Comparing these is very "apples and oranges", but I think you'd better have a strong background in both if you're gonna try.
> Learning technical skills like draughtsmanship is harder than learning programming because you can't just log onto a free website and start getting instant & accurate feedback on your work.
Really? I sometimes wonder what people think programming really is. Not what you describe, obviously.
Same if true by the way for writing. So? Doesn‘t mean writing well is easy.
Not sure I fully understand your second point: are you implying that I don't really know what programming is?
Twenty years down the pike I've gotten pretty solid at programming, certainly not genius-level but competent.
I agree strongly that making art anyone cares anout is massively harder than being a competent programmer.

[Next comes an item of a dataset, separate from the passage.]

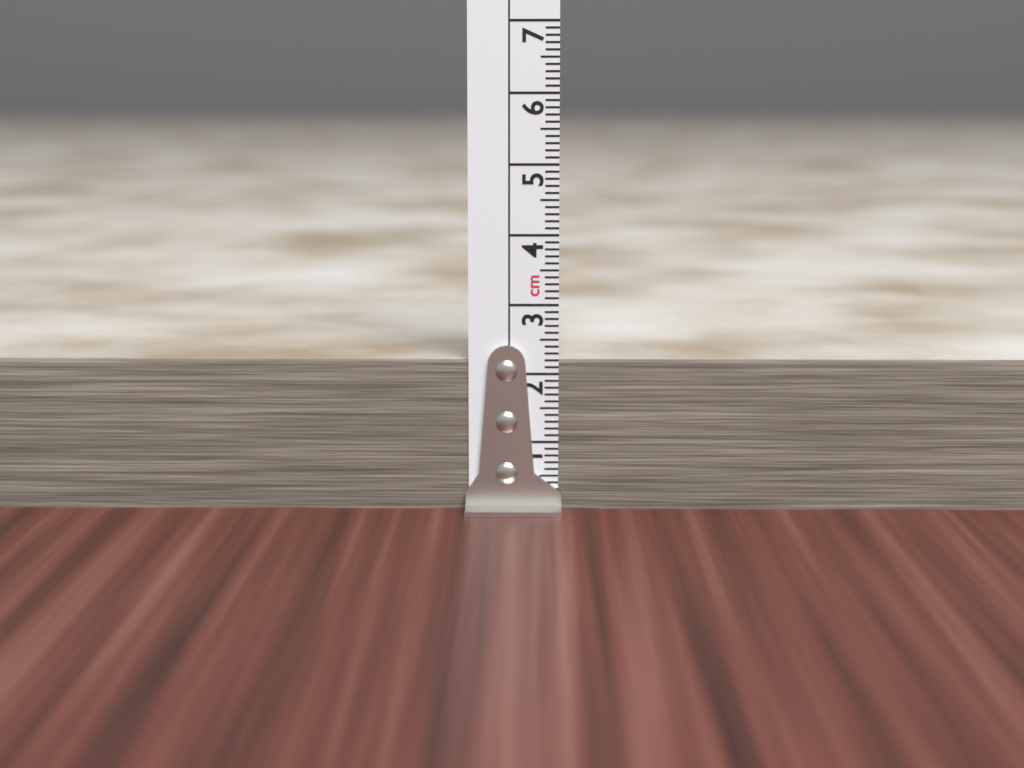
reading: 2.2 cm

In both you need strong technical abilities to be effective, but intuition and a deep grasp of human psychology are really crucial in art - almost table stakes.
Because software dev is usually practical, a craft, you can get paid decently with far less brilliance and fire than will suffice to make an artist profitable.
...though perhaps the DNN code assist tools will change that soon.
What search algorithms have you developed?
What non-trivial, non-Flask/Django/React, non-plugin/non-API tool, or library, or frameworks, have you written?
What actual percentage of your work output comprises computationally hard problems?
If we're talking programming, that's real programming, the kind you should be comparing 'hard' art to.